Saturday, February 23, 2013

Beyond Belief: My Secret Life Inside Scientology and My Harrowing Escape, by Jenna Miscavige Hill: Review

 http://www.thestar.com/entertainment/books/2013/02/22/beyond_belief_my_secret_life_inside_scientology_and_my_harrowing_escape_by_jenna_miscavige_hill_review.html

This hasn’t been a great year publicity-wise for the Church of Scientology. In January, long-time New Yorker contributor Lawrence Wright published Going Clear: Scientology, Hollywood, and the Prison of Belief (the book’s release has been delayed in Canada pending a legal review by publisher Knopf but is available from amazon.com). Now comes a sober, well-written memoir by ex-Scientologist Jenna Miscavige Hill, Beyond Belief My Secret Life Inside Scientology and My Harrowing Escape, that dovetails, damningly, with Wright’s. The church has accused past whistle-blowers of lacking credibility; that will be a harder sell this time. Wright won the Pulitzer Prize for his acclaimed book on Al-Qaeda, The Looming Tower, and Miscavige Hill is the niece of Scientology leader David Miscavige (her co-writer is Lisa Pulitzer, a former New York Times correspondent who apparently won the name lottery).

Still, Karin Pouw, Church of Scientology International’s official spokesperson wrote to the Star that allegations in Miscavage Hill’s book about famous parishioners “are false and absurd,” and that if she had contacted Scientology they “would have been able to correct the many documented factual errors contained in it.” (For the full story on Scientology’s rebuttal of the books allegations, go to thestar.com/books.
Hill has deep roots in the church, her paternal grandfather having joined when he discovered the writings of L. Ron Hubbard — or LRH (Scientologists’ love of acronyms makes the military seem florid) — in the ’60s. Her uncle David took the helm shortly after Hubbard’s death in 1986.
As members of Scientology’s highest echelon, Sea Org, Hill’s parents, according to the book, worked around the clock at mysterious jobs in Los Angeles and Florida. At six, Miscavige Hill claims she was sent to live on an isolated ranch outside L.A. with other Scientology children, where she was made to perform long hours of manual labour interspersed with schooling in church doctrine and made to sign a billion-year contract with the church. Access to her parents was limited or non-existent.
Scientology’s precepts are by now well-known, and though easy to mock, often resemble those of other religions. “Thetans,” the church’s term for spiritual beings, must be “cleared” of “overts,” or sins, in a process akin to Catholic confession called “auditing.” Scientologists believe in multiple lives, like some Eastern religions.
Scientology terms can be amusingly anachronistic. Leaving without permission is called “blowing the church,” while non-Scientologists are called “wogs.” When Miscavige Hill was suspected of withholding overts, she claims she had to undergo the church’s version of a polygraph test using a device consisting of two soup can-like tubes connected by a wire, called an E-Meter, that sounds rather like a prop from an early Batman episode.
Miscavige Hill’s account claims the church manages to exert absolute control over its members through a combination of incessant indoctrination, limiting contact with naysayers, and a culture of paranoia in which members are given strong incentives to rat each other out for not toeing the line. Despite living in a major metropolis, Miscavige Hill’s memoir claims she had virtually no contact with wogs or with technology. In contrast to the freedom of so-called public Scientologists — a group that includes celebrities like Tom Cruise and John Travolta — she allegedly lived an Orwellian existence in which individualism was touted while being suppressed in every possible way; that the church calls someone who speaks out against it a “suppressive person” thus becomes the ultimate form of doublespeak.
It wasn’t until she was married and in her 20s that she found criticism of Scientology on the Internet that gave her pause. By then, however, she says she felt so brainwashed that she elected to stay in Scientology even though her parents and brother had already left. Though he seemed kind when she was a child, Hill later felt that “Uncle Dave” was a shadowy puppet-master who personally manipulated almost every aspect of her experience in the church leading to her departure in 2005. Many ex-members allege that the church actively seeks to divide families, and Miscavige Hill says she would have left earlier were it not for the knowledge that her husband’s Scientologist family would be forced to disown them.
Courting celebrities for their public visibility has purportedly been another key church strategy. Hill and Wright’s high-profile exposés, along with the recent defection of Canadian director Paul Haggis, however, are already demonstrating what the flip side of that coin can be.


#### TASK GOAL:
Retype the full listing without altering anything.

#### DATA FOR ANALYSIS:
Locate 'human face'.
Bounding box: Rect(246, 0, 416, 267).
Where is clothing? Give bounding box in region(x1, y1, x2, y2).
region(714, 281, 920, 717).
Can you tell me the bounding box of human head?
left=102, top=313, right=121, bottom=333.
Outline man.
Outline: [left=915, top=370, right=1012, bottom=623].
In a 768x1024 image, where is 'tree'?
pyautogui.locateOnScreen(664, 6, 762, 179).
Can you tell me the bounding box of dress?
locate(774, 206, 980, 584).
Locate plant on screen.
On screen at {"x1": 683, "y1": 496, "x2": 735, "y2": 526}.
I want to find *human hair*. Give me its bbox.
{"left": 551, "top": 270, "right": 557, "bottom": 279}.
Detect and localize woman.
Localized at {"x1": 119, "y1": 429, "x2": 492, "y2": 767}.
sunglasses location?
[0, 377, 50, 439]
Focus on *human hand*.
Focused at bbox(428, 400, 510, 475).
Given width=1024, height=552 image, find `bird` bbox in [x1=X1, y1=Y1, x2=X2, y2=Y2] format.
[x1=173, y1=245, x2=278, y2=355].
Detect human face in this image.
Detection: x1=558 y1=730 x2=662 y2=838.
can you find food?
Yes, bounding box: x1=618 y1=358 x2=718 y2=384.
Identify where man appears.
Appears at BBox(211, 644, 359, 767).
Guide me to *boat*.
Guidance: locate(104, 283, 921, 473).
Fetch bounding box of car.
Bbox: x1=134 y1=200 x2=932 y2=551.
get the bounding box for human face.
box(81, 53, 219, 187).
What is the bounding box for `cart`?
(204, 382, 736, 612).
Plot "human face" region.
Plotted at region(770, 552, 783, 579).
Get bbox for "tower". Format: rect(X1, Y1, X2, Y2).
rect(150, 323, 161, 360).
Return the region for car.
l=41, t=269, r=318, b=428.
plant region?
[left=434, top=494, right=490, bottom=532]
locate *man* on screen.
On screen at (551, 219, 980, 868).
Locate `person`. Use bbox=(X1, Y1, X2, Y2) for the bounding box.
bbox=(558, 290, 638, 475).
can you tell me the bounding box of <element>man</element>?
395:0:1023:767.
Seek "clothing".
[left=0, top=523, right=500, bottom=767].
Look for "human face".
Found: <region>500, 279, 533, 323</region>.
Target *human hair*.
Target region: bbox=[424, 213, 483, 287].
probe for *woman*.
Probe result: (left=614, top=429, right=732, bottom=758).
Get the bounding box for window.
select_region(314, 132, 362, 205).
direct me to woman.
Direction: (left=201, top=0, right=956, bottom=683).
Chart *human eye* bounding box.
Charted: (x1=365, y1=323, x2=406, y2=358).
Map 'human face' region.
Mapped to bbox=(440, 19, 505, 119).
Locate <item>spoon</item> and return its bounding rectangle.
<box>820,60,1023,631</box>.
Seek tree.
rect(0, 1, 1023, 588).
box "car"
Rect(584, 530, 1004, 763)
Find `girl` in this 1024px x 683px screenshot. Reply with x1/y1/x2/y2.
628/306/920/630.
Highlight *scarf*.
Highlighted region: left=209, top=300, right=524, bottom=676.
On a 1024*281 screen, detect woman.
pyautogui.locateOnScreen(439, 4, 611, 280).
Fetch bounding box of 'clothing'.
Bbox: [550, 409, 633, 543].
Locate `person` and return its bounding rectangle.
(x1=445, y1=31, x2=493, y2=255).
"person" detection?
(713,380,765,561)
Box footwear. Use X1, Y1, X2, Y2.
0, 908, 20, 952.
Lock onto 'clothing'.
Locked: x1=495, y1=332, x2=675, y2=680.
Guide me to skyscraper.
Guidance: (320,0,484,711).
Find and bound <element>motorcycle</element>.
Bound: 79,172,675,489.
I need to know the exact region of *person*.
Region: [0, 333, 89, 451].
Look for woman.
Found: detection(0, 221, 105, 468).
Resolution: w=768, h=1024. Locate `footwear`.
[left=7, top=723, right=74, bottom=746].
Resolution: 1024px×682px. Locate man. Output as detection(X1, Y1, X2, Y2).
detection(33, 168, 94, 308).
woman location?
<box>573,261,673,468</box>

#### EXERCISE RESPONSE:
Locate 'human face'.
Bounding box: Rect(246, 0, 416, 267).
Where is clothing? Give bounding box in region(x1, y1, x2, y2).
region(714, 281, 920, 717).
Can you tell me the bounding box of human head?
left=102, top=313, right=121, bottom=333.
Outline man.
Outline: [left=915, top=370, right=1012, bottom=623].
In a 768x1024 image, where is 'tree'?
pyautogui.locateOnScreen(664, 6, 762, 179).
Can you tell me the bounding box of dress?
locate(774, 206, 980, 584).
Locate plant on screen.
On screen at {"x1": 683, "y1": 496, "x2": 735, "y2": 526}.
I want to find *human hair*. Give me its bbox.
{"left": 551, "top": 270, "right": 557, "bottom": 279}.
Detect and localize woman.
Localized at {"x1": 119, "y1": 429, "x2": 492, "y2": 767}.
sunglasses location?
[0, 377, 50, 439]
Focus on *human hand*.
Focused at bbox(428, 400, 510, 475).
Given width=1024, height=552 image, find `bird` bbox in [x1=X1, y1=Y1, x2=X2, y2=Y2] format.
[x1=173, y1=245, x2=278, y2=355].
Detect human face in this image.
Detection: x1=558 y1=730 x2=662 y2=838.
can you find food?
Yes, bounding box: x1=618 y1=358 x2=718 y2=384.
Identify where man appears.
Appears at BBox(211, 644, 359, 767).
Guide me to *boat*.
Guidance: locate(104, 283, 921, 473).
Fetch bounding box of car.
Bbox: x1=134 y1=200 x2=932 y2=551.
get the bounding box for human face.
box(81, 53, 219, 187).
What is the bounding box for `cart`?
(204, 382, 736, 612).
Plot "human face" region.
Plotted at region(770, 552, 783, 579).
Get bbox for "tower". Format: rect(X1, Y1, X2, Y2).
rect(150, 323, 161, 360).
Return the region for car.
l=41, t=269, r=318, b=428.
plant region?
[left=434, top=494, right=490, bottom=532]
locate *man* on screen.
On screen at (551, 219, 980, 868).
Locate `person`. Use bbox=(X1, Y1, X2, Y2) for the bounding box.
bbox=(558, 290, 638, 475).
can you tell me the bounding box of <element>man</element>?
395:0:1023:767.
Seek "clothing".
[left=0, top=523, right=500, bottom=767].
Look for "human face".
Found: <region>500, 279, 533, 323</region>.
Target *human hair*.
Target region: bbox=[424, 213, 483, 287].
probe for *woman*.
Probe result: (left=614, top=429, right=732, bottom=758).
Get the bounding box for window.
select_region(314, 132, 362, 205).
direct me to woman.
Direction: (left=201, top=0, right=956, bottom=683).
Chart *human eye* bounding box.
Charted: (x1=365, y1=323, x2=406, y2=358).
Map 'human face' region.
Mapped to bbox=(440, 19, 505, 119).
Locate <item>spoon</item> and return its bounding rectangle.
<box>820,60,1023,631</box>.
Seek tree.
rect(0, 1, 1023, 588).
box "car"
Rect(584, 530, 1004, 763)
Find `girl` in this 1024px x 683px screenshot. Reply with x1/y1/x2/y2.
628/306/920/630.
Highlight *scarf*.
Highlighted region: left=209, top=300, right=524, bottom=676.
On a 1024*281 screen, detect woman.
pyautogui.locateOnScreen(439, 4, 611, 280).
Fetch bounding box of 'clothing'.
Bbox: [550, 409, 633, 543].
Locate `person` and return its bounding rectangle.
(x1=445, y1=31, x2=493, y2=255).
"person" detection?
(713,380,765,561)
Box footwear. Use X1, Y1, X2, Y2.
0, 908, 20, 952.
Lock onto 'clothing'.
Locked: x1=495, y1=332, x2=675, y2=680.
Guide me to skyscraper.
Guidance: (320,0,484,711).
Find and bound <element>motorcycle</element>.
Bound: 79,172,675,489.
I need to know the exact region of *person*.
Region: [0, 333, 89, 451].
Look for woman.
Found: detection(0, 221, 105, 468).
Resolution: w=768, h=1024. Locate `footwear`.
[left=7, top=723, right=74, bottom=746].
Resolution: 1024px×682px. Locate man. Output as detection(X1, Y1, X2, Y2).
detection(33, 168, 94, 308).
woman location?
<box>573,261,673,468</box>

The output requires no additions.